Why trying to fit in is the very thing keeping you out

Here's the paradox at the heart of all of it.

The harder we try to fit in, the further we drift from the belonging we're actually looking for. Because fitting in requires performance. And performance, by definition, keeps the real version of us just out of reach.

"It's because you're too busy trying to fit in. Just be who you are and be where you are. Belonging actually doesn't require searching. It requires being." — Amy Green

That's a quieter, slower, braver ask than most of us realise. Especially in workplaces and spaces that have long rewarded the polished version. Where showing up as yourself feels like a risk rather than an invitation.

But authentic belonging, the kind that actually holds, can only be built on what's real. And letting go of the performance, even gradually, even imperfectly, is where it begins.

Why programs will never build belonging at work

For leaders and organisations, this is where it gets real.

Belonging in the workplace isn't a program. It's not a morning tea, a social event, a new initiative, or a section in the onboarding pack.

It's a condition. One that emerges slowly, over time, when people feel safe enough to show up as themselves without performing, filtering, or proving their worth just to stay in the room.

You can't manufacture that with a calendar invite. You can't scale it with a wellbeing strategy. And you absolutely cannot build it in a culture where worth is tied to output and identity is built on performance.

What you can do is create the conditions for it. By modelling authenticity before you ask for it. By making safety more visible than achievement. By valuing the human in the room before you value what they produce.

That's slower work than launching an initiative. But it's the only work that actually builds something real.

The question worth sitting with

Amy closes this episode with one question. And it's the kind that stays with you.

"In the spaces you inhabit — work, home, community — are you showing up to be seen for who you are, or are you showing up to be approved of? Because I think sometimes we show up for approval and we don't always get that. And then we wonder why we don't belong." — Amy Green

Showing up to be seen and showing up to be approved of look almost identical from the outside. But they feel completely different on the inside. And they lead to completely different outcomes.

One builds belonging. The other builds a performance you'll eventually exhaust yourself maintaining.

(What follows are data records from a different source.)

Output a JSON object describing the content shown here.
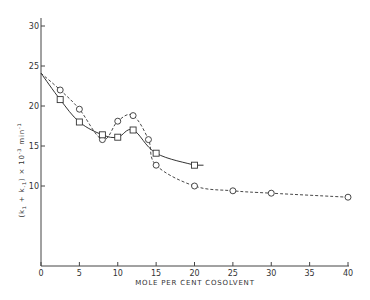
{
  "chart_data": {
    "type": "line",
    "title": "",
    "xlabel": "MOLE PER CENT COSOLVENT",
    "ylabel": "(k1 + k-1) × 10^-3 min^-1",
    "ylabel_parts": {
      "main": "(k",
      "sub1": "1",
      "plus": " + k",
      "sub2": "-1",
      "close": ") × 10",
      "exp": "-3",
      "unit": " min",
      "unit_exp": "-1"
    },
    "xlim": [
      0,
      40
    ],
    "ylim": [
      0,
      30
    ],
    "x_ticks": [
      0,
      5,
      10,
      15,
      20,
      25,
      30,
      35,
      40
    ],
    "y_ticks": [
      0,
      10,
      15,
      20,
      25,
      30
    ],
    "grid": false,
    "legend": null,
    "series": [
      {
        "name": "circles",
        "marker": "circle",
        "line_style": "dashed",
        "x": [
          0,
          2.5,
          5,
          8,
          10,
          12,
          14,
          15,
          20,
          25,
          30,
          40
        ],
        "y": [
          24.1,
          22.0,
          19.6,
          15.8,
          18.1,
          18.8,
          15.8,
          12.6,
          10.0,
          9.4,
          9.1,
          8.6
        ]
      },
      {
        "name": "squares",
        "marker": "square",
        "line_style": "solid",
        "x": [
          0,
          2.5,
          5,
          8,
          10,
          12,
          15,
          20
        ],
        "y": [
          24.1,
          20.8,
          18.0,
          16.4,
          16.1,
          17.0,
          14.1,
          12.6
        ]
      }
    ]
  }
}
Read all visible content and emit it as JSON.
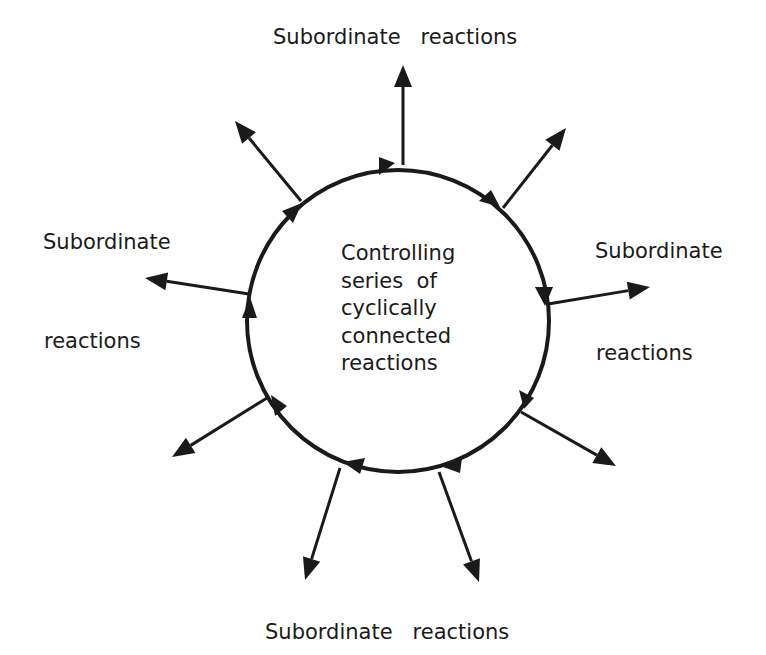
{
  "diagram": {
    "center_label": {
      "lines": [
        "Controlling",
        "series  of",
        "cyclically",
        "connected",
        "reactions"
      ]
    },
    "labels": {
      "top": "Subordinate   reactions",
      "left_1": "Subordinate",
      "left_2": "reactions",
      "right_1": "Subordinate",
      "right_2": "reactions",
      "bottom": "Subordinate   reactions"
    },
    "cycle": {
      "center": [
        398,
        321
      ],
      "radius": 151,
      "direction": "clockwise",
      "stroke_color": "#1a1a1a"
    },
    "spokes": [
      {
        "id": "top",
        "from": [
          403,
          165
        ],
        "to": [
          403,
          65
        ]
      },
      {
        "id": "upper-left",
        "from": [
          301,
          201
        ],
        "to": [
          235,
          121
        ]
      },
      {
        "id": "upper-right",
        "from": [
          503,
          208
        ],
        "to": [
          566,
          128
        ]
      },
      {
        "id": "left",
        "from": [
          249,
          294
        ],
        "to": [
          145,
          278
        ]
      },
      {
        "id": "right",
        "from": [
          548,
          304
        ],
        "to": [
          650,
          287
        ]
      },
      {
        "id": "lower-left",
        "from": [
          267,
          398
        ],
        "to": [
          172,
          457
        ]
      },
      {
        "id": "lower-right",
        "from": [
          521,
          412
        ],
        "to": [
          616,
          466
        ]
      },
      {
        "id": "bottom-left",
        "from": [
          340,
          468
        ],
        "to": [
          305,
          580
        ]
      },
      {
        "id": "bottom-right",
        "from": [
          439,
          472
        ],
        "to": [
          479,
          582
        ]
      }
    ]
  }
}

The distinction is worth sitting with. Because once you understand it, the search starts to look very different. Less like finding the right room. More like finally deciding to show up in the ones you're already in.

And that, it turns out, is where belonging was waiting all along.


The Wellness Paradox — available now to pre-order

The Wellness Paradox explores the six paradoxes that keep us trapped in a version of success that was never designed to make us well. It's not a checklist, and it's not another self-care plan. It's an honest look at the systems we've inherited, and an invitation to start living differently.

It's for anyone who is tired of being told to do more.

Pre-order on Amazon → amazon.com

About Amy Green

Amy Green is a futurist, keynote speaker, and author of The Wellness Paradox. She is the founder of The Wellness Strategy and has spent years studying the intersection of how we work, how we live, and the systems that shape both. Her work reaches educators, executives, and leaders who are ready to think differently about what success really means.